South-facing is fine. The position of the entrance is what matters more than the orientation of the plot. A well-designed south-facing house with the door in the right position, proper shading, and good ventilation is no worse than a north-facing one. We have built many south-facing homes that families have lived in happily for decades.
"What about the toilet above the pooja room?"
This is one vastu rule we strongly agree with, but for entirely practical reasons: plumbing leakage above any room is a serious headache, and you do not want it above the room you keep most sacred or use most often. Stack wet zones above wet zones across floors — it is simply better building.
"Do I need to demolish and rebuild for vastu compliance?"
No. Major vastu issues in an existing home can almost always be addressed through layout adjustments, repositioning entries, adding ventilation, improving light, or relocating functions. A thoughtful renovation is almost always a better answer than tearing the house down.
Treat vastu the way you would treat any tradition with thousands of years behind it — with respect, but also with judgement. The principles that survived this long are usually the ones that produce homes which feel right to live in.

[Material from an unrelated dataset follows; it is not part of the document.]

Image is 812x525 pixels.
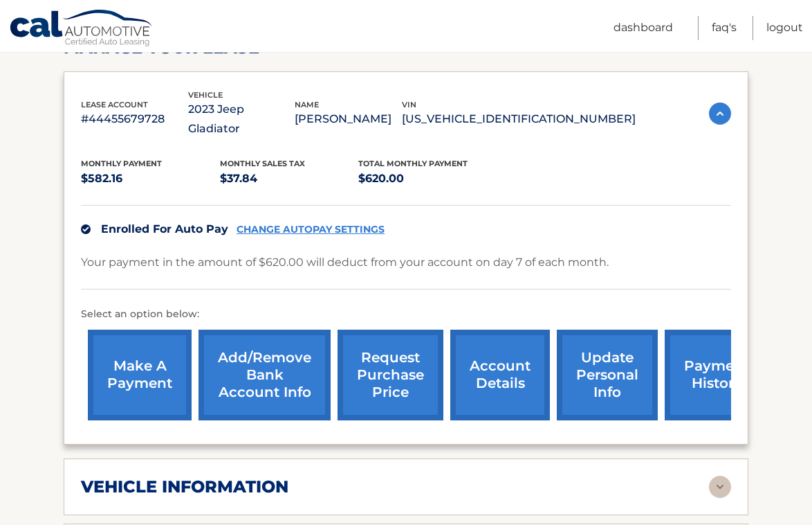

How We Approach Vastu at Amreen Constructions
For every project, we consult with our clients on their vastu preferences early, before the design is locked. If a family has a specific vastu consultant they work with, we coordinate with them directly. If they do not, we apply the practical principles in this guide as defaults — directional logic, good ventilation, thoughtful room placement — which tend to produce vastu-compliant homes naturally. The goal is always the same: a home that is calm, well-lit, well-ventilated, and feels right from the moment you walk in.